Incremental reading and incremental writing are opposite processes in the sense that they proceed in opposite "directions": in incremental reading you break down articles into extracts and flashcards, while in incremental writing you take extracts and flashcards and build them back into articles! But they are also complementary in the sense that incremental reading creates the extracts and flashcards that you will later incrementally recombine into new articles in incremental writing!
Rather than treating incremental reading and incremental writing as separate, I view them as two process entwined in an ongoing cycle of destruction and creation.
In this article, I will quickly sum up my workflow for incremental writing, by walking you through what I do for each stage in the cycle of destruction and creation.
I divide the cycle into 4 stages:
The first stage in the cycle is one of destruction: using incremental reading in SuperMemo, I import input material in the form of books, articles and blog posts into a queue where each queue element is prioritized according to its expected value.
When I do incremental reading, I am like a knowledge goblin with a pickaxe, chipping away at an article or book, looking for the golden nuggets that I can extract and refine into atomic flashcards to be reviewed over time with spaced repetition. I think of the destruction phase as the "ascending" phase of the process: the number of individual pieces of information you have grows as the input articles and books are decomposed and split into fragments.
SuperMemo has a bunch of functions that support this process:
The second stage of creation proceeds in the opposite direction to the destruction in the first stage: using my incremental writing plugin for Obsidian, I re-consolidate disconnected fragments into sentences, sentences into paragraphs and paragraphs into articles.
Incremental writing can be thought of as the opposite of incremental reading. The knowledge goblin takes the golden nuggets it mined while incremental reading and throws them into the forge to be melted down and mixed together with other ideas and concepts. Gradually, individual nuggets blend back into a comprehesive whole, and at the end of the process you are left with a solid gold bar of an article that you can share into the world.
"A-Factor is interpreted as the number by which the current interval should be multiplied to get the value of the next interval" - Piotr Wozniak.
Just like in SuperMemo, each element in the queue is prioritized according to its importance. This way, even if I don't finish my entire incremental writing queue every day, I still know I allocated my limited time and attention to the highest value writing tasks.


▶ [EXERCISE DESCRIPTION] Using the data below, copy each line that includes the word "Incidence".

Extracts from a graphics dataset
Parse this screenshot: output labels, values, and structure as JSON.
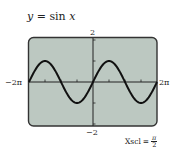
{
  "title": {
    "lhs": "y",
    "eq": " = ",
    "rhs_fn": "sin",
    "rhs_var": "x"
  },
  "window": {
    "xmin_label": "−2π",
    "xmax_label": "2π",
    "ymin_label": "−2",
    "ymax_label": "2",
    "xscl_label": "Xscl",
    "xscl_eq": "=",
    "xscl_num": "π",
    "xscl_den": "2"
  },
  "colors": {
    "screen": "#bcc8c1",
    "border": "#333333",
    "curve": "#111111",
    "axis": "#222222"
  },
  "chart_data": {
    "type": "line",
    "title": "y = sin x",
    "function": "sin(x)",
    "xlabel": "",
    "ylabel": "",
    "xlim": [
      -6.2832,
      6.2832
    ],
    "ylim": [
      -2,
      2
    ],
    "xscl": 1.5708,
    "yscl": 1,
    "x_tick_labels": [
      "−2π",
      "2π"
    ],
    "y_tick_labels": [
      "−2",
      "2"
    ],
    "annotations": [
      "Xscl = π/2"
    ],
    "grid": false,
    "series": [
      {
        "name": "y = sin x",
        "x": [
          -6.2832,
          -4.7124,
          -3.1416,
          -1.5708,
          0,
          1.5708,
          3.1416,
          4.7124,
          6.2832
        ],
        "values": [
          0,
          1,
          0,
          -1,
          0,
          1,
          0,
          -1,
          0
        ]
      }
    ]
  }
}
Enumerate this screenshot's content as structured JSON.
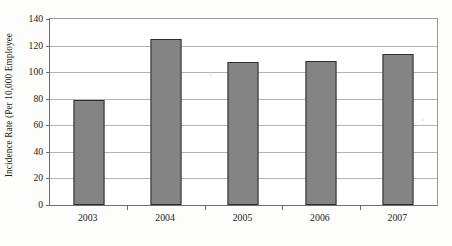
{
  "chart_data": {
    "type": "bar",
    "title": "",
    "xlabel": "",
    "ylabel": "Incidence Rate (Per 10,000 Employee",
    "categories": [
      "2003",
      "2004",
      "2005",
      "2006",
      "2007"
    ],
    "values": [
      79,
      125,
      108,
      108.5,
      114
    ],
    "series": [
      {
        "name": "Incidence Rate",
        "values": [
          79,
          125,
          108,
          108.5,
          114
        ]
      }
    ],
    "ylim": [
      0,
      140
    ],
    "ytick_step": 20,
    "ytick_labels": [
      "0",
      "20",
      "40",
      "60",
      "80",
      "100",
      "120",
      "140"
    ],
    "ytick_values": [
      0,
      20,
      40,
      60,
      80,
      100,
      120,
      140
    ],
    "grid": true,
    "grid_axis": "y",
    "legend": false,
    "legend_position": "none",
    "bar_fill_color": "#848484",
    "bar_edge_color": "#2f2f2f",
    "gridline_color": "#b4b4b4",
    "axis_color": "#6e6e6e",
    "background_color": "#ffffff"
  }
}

--

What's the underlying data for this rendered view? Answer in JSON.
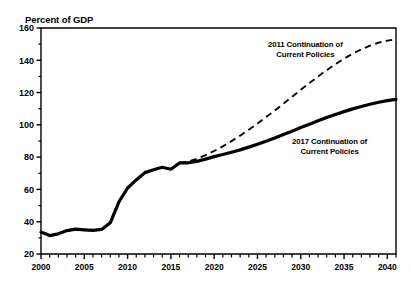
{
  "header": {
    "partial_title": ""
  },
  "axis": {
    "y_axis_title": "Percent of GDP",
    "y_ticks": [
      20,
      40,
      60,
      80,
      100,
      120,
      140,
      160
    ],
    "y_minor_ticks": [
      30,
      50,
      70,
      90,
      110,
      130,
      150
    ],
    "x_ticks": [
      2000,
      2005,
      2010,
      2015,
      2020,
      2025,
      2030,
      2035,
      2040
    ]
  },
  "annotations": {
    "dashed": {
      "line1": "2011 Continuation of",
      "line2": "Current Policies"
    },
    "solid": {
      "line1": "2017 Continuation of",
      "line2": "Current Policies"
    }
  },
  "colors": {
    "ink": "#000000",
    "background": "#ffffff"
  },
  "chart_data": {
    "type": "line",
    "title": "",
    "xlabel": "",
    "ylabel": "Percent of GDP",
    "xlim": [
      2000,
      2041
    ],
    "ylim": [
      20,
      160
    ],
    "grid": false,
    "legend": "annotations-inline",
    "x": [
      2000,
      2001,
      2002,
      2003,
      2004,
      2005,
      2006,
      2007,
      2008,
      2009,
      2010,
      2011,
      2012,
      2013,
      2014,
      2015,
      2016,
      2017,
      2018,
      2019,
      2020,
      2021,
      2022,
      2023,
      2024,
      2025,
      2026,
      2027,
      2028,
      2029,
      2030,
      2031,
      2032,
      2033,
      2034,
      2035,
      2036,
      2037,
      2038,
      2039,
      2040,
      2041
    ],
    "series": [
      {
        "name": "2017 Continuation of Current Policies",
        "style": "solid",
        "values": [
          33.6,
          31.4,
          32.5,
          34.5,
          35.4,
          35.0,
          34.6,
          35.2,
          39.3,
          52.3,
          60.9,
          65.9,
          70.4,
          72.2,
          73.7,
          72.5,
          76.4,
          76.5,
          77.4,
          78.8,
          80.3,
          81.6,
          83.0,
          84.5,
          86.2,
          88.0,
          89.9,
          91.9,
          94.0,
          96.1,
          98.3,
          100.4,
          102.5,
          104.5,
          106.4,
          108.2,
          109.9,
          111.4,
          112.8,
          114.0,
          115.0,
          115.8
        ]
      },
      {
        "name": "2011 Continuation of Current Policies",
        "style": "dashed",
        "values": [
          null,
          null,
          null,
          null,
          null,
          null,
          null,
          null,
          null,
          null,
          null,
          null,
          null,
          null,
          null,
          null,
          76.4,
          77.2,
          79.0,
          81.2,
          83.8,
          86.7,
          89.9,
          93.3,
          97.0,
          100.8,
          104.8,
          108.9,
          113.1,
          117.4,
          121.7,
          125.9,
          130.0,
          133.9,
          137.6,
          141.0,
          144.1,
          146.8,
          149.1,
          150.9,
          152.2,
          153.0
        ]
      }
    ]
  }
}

▶ [ANSWER SPACE]
    "ylabel": "Incidence Rate (Per 10,000 Employee",
        "name": "Incidence Rate",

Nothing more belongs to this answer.